The advantages are reduced soft tissue injury, less postoperative pain, minimal blood loss, a smaller scar, and shorter hospitalization. However, these techniques work best for simpler tethering caused by a tight filum terminale. More complex pathology, where fatty tissue or scar is wrapped around nerve roots, typically still requires a traditional open approach for safe visualization.
Recovery After Surgery
Children are typically discharged one to two days after surgery. The first night is usually spent in a pediatric intensive care unit for close monitoring. Before going home, your child needs to eat, drink, and urinate independently, tolerate being off IV pain medications, keep food down, and walk on their own if they’re old enough.
Showers are allowed 48 hours after surgery. Submerging the incision in a bathtub or pool is off limits for at least four weeks. School-age children typically miss about two weeks of school. Physical education and sports are restricted until the surgeon clears them at a six-week follow-up visit.
Adults generally follow a similar timeline but may need a longer activity restriction period, particularly if they have physically demanding jobs. Recovery from more complex repairs involving lipomas or scar tissue tends to take longer than a straightforward filum release.
Success Rates and What Improves
Pain responds best to surgery. In one long-term study of 114 patients, 100% of children experienced improvement in pain after untethering.

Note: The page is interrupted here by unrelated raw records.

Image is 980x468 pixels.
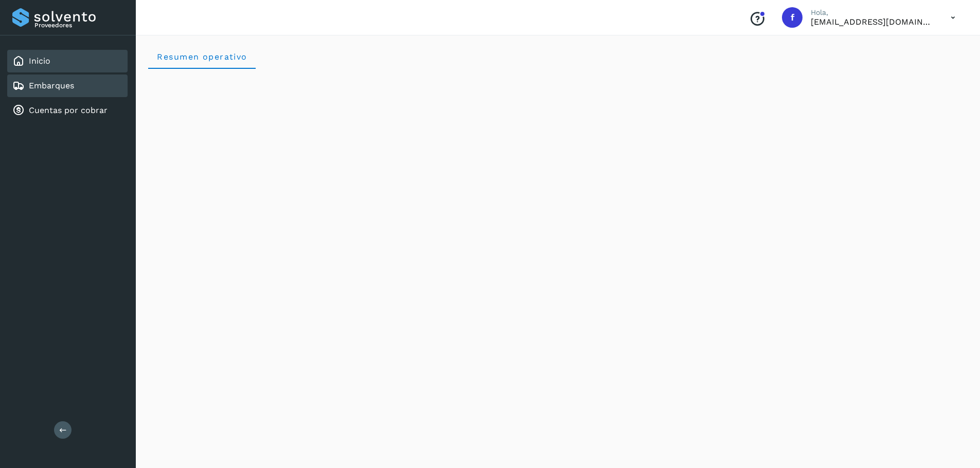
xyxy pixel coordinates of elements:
[29,56,51,66] a: Inicio
[156,52,248,62] span: Resumen operativo
[8,50,128,73] div: Inicio
[811,8,934,17] p: Hola,
[29,106,107,115] a: Cuentas por cobrar
[811,17,934,27] p: facturacion@salgofreight.com
[35,22,123,29] p: Proveedores
[8,99,128,122] div: Cuentas por cobrar
[29,81,74,90] a: Embarques
[8,74,128,97] div: Embarques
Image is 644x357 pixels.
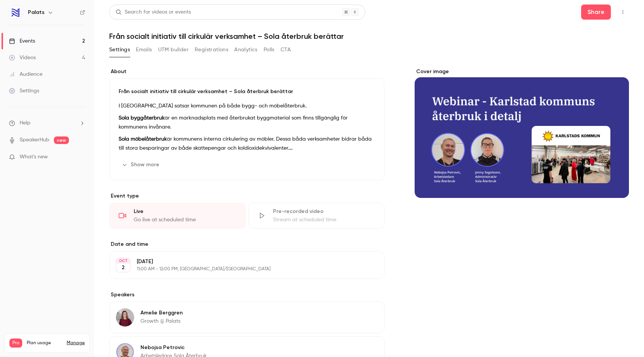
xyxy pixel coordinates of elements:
img: Amelie Berggren [116,308,134,326]
span: Help [20,119,31,127]
a: Manage [67,340,85,346]
span: Plan usage [27,340,62,346]
div: Amelie BerggrenAmelie BerggrenGrowth @ Palats [110,301,384,333]
iframe: Noticeable Trigger [76,154,85,161]
p: [DATE] [136,258,344,265]
img: Palats [9,7,22,18]
div: Videos [9,54,36,62]
span: What's new [20,153,48,161]
a: SpeakerHub [20,136,49,144]
p: Event type [110,192,384,200]
strong: Sola möbelåterbruk [119,136,167,142]
button: CTA [281,44,291,56]
p: I [GEOGRAPHIC_DATA] satsar kommunen på både bygg- och möbelåterbruk. [119,101,375,110]
strong: Sola byggåterbruk [119,116,165,121]
span: new [54,136,69,144]
button: Show more [119,159,164,171]
div: Audience [9,70,43,78]
span: Pro [9,339,22,347]
label: Date and time [110,240,384,248]
p: Nebojsa Petrovic [140,344,207,351]
div: Pre-recorded video [273,207,375,215]
section: Cover image [414,68,629,198]
label: Cover image [414,68,629,75]
div: Live [134,207,236,215]
button: Polls [264,44,275,56]
div: Stream at scheduled time [273,216,375,223]
p: Amelie Berggren [140,309,182,316]
div: Pre-recorded videoStream at scheduled time [249,203,385,228]
button: Settings [110,44,130,56]
p: Från socialt initiativ till cirkulär verksamhet – Sola återbruk berättar [119,88,375,95]
p: 2 [121,264,125,271]
div: Go live at scheduled time [134,216,236,223]
button: UTM builder [158,44,189,56]
p: är en marknadsplats med återbrukat byggmaterial som finns tillgänglig för kommunens invånare. [119,114,375,131]
p: är kommunens interna cirkulering av möbler. Dessa båda verksamheter bidrar båda till stora bespar... [119,135,375,153]
div: OCT [116,258,130,263]
label: About [110,68,384,75]
div: Events [9,37,35,45]
button: Share [581,5,611,20]
button: Registrations [195,44,228,56]
h1: Från socialt initiativ till cirkulär verksamhet – Sola återbruk berättar [110,32,629,41]
div: LiveGo live at scheduled time [110,203,245,228]
button: Emails [136,44,151,56]
h6: Palats [28,9,45,16]
div: Settings [9,87,39,94]
button: Analytics [234,44,258,56]
li: help-dropdown-opener [9,119,85,127]
div: Search for videos or events [115,9,191,16]
p: 11:00 AM - 12:00 PM, [GEOGRAPHIC_DATA]/[GEOGRAPHIC_DATA] [136,266,344,272]
label: Speakers [110,291,384,299]
p: Growth @ Palats [140,317,182,325]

Bladder function also improves, though less reliably: 64% of patients showed measurable improvement on postoperative bladder testing in the same study.
Children tend to recover more completely than adults. A comparative study found complete symptom resolution in 63% of children versus 25% of adults. Children also showed statistically significant improvement in bowel and bladder function, while adults’ gains in that area were more modest and did not reach statistical significance. This difference likely reflects the fact that younger nervous systems have greater capacity to recover once the tension is relieved, while long-standing nerve damage in adults may be partially irreversible.
The timing of surgery matters. Operating before significant neurological damage accumulates gives the best chance of full recovery. This is why many pediatric neurosurgeons recommend surgery when tethered cord syndrome is diagnosed, even if symptoms are still mild, rather than waiting for them to worsen.
Risks and Complications
The most common complication is cerebrospinal fluid (CSF) leaking from the surgical wound. In a large study of 350 patients, this occurred in 4.5% of cases. Published rates across different surgical centers range from 0% to 24%, so technique and surgical team experience matter considerably. Wound infection or wound breakdown occurred in about 4.8% of patients in the same series. Meningitis, an infection of the membranes surrounding the spinal cord, is rarer but reported in up to 13% of cases in older literature, though modern series show much lower rates.
The most feared risk is new nerve injury during the dissection, particularly damage to nerve roots controlling the legs or bladder. Intraoperative nerve monitoring has significantly reduced this risk, but it remains a possibility, especially in complex cases where abnormal tissue is tightly adhered to functioning nerves. Retethering, where scar tissue forms and reattaches the cord after surgery, is another long-term concern and sometimes necessitates a repeat operation.